Yellowstone National Park is famous for harsh winters but a new study shows summers are also getting harsher, with August 2016 ranking as one of the hottest summers in the last 1,250 years.
Yellowstone National Park is famous for harsh winters but a new study shows summers are also getting harsher, with August 2016 ranking as one of the hottest summers in the last 1,250 years.
The new study drew upon samples of living and dead Engelmann spruce trees collected at high elevations in and around Yellowstone National Park to extend the record of maximum summer temperatures back centuries beyond instrumental records.
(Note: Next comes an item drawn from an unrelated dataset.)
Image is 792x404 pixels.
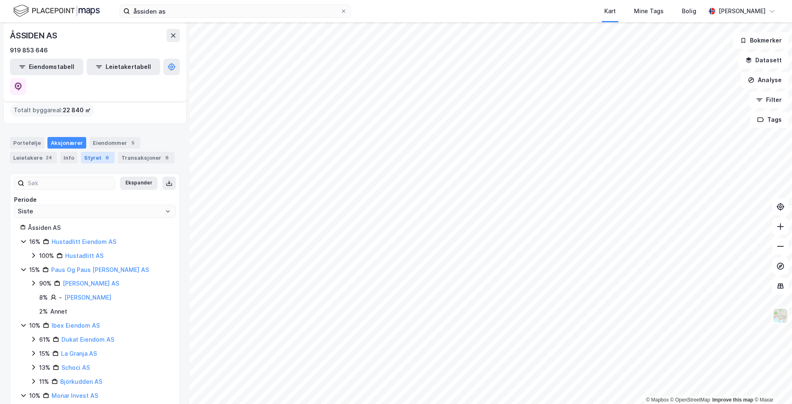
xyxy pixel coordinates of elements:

The findings were published in Geophysical Research Letters, AGU’s journal for high-impact, short-format reports with immediate implications spanning all Earth and space sciences.
The team, led by Karen Heeter, a dendrochronologist at the University of Idaho in Moscow, found that the 20th and 21st centuries, and especially the past 20 years, are the hottest in the new 1,250-year record. Previously, temperature records for the Yellowstone region were only available going back to 1905.
The climate data gleaned from the tree ring samples fits closely with the instrumental record over the past 100 years. The team was also able to identify several known periods of warming in the tree ring record, including the Medieval Climate Anomaly that occurred between 950 and 1250, as well as several multidecadal periods of cooling that occurred prior to 1500.